Title: Angela's Ashes.
Author: Frank McCourt.
Publisher: Scribner.
Publication date: Copyright 1996.
Origin: New York, NY, USA.
Edition/printing: First edition/64th printing.

Description: 562 p. 8vo. Author signed at title page. Publisher's 1/4 burgundy cloth hardcover, gilt title on spine cover, brown paper covered boards, matte color illustrated dust jacket under mylar protective cover.
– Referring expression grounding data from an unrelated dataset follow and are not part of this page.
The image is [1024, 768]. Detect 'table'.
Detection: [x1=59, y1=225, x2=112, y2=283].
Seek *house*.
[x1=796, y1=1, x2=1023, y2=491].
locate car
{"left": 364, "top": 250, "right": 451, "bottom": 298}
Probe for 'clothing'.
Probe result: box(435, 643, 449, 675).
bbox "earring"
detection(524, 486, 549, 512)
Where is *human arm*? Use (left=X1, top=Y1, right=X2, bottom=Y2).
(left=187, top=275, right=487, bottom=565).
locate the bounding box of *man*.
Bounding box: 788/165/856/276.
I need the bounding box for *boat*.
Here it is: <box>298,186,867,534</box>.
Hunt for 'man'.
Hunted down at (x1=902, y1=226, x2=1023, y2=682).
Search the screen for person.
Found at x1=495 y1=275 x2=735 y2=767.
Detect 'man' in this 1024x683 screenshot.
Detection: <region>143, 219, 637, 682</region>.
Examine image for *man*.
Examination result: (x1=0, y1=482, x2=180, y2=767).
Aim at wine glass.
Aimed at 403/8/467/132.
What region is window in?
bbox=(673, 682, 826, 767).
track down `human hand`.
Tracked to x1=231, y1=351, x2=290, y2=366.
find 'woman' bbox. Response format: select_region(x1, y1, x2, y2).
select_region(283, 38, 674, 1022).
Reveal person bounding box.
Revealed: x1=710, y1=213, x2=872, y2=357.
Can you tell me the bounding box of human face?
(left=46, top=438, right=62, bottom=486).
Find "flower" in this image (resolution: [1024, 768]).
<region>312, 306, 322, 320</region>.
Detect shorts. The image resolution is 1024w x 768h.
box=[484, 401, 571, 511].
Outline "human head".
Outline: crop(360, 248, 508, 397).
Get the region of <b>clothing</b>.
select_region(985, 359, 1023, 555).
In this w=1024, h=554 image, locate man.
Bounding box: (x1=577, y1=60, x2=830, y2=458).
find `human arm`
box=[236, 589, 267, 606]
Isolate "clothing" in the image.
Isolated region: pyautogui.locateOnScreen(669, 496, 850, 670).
Measures: 1.25 W x 6.5 D x 9.5 H inches.

About the author and work: "Worse than the ordinary miserable childhood is the miserable Irish childhood," writes Frank McCourt in his now-bestselling first memoir, Angela's Ashes. "Worse yet is the miserable Irish Catholic childhood." Welcome, then, to the pinnacle of the miserable Irish Catholic childhood. Born in Brooklyn in 1930 to recent Irish immigrants Malachy and Angela McCourt, Frank grew up in Limerick after his parents returned to Ireland because of poor prospects in America. It turns out that prospects weren't so great back in the old country either--not with Malachy for a father. A chronically unemployed and nearly unemployable alcoholic, he appears to be the model on which many of our more insulting clichés about drunken Irish manhood are based. Mix in abject poverty and frequent death and illness, and you have all the makings of a truly difficult early life.
With 'Tis, the 1999 sequel to Angela's Ashes, McCourt picks up the story in October 1949, upon his arrival in America. Back on American soil, this awkward 19-year-old, with his "pimply face, sore eyes, and bad teeth," has little in common with the healthy, self-assured college students he sees on the subway and dreams of joining in the classroom. Initially, his American experience is as harrowing as his impoverished youth in Ireland, including two of the grimmest Christmases ever described in literature. McCourt views the U.S. through the same sharp eye and with the same dark humor that distinguished his first memoir: race prejudice, casual cruelty, and dead-end jobs weigh on his spirits as he searches for a way out. A glimpse of hope comes from the army, where he acquires some white-collar skills, and from New York University, which admits him without a high school diploma. But the journey toward his position teaching creative writing at Stuyvesant High School is neither quick nor easy. Fortunately, McCourt's openness in both books to every variety of human emotion and longing is exceptional; even the most damaged, difficult people he encounters are richly rendered individuals with whom the reader can't help but feel uncomfortable kinship.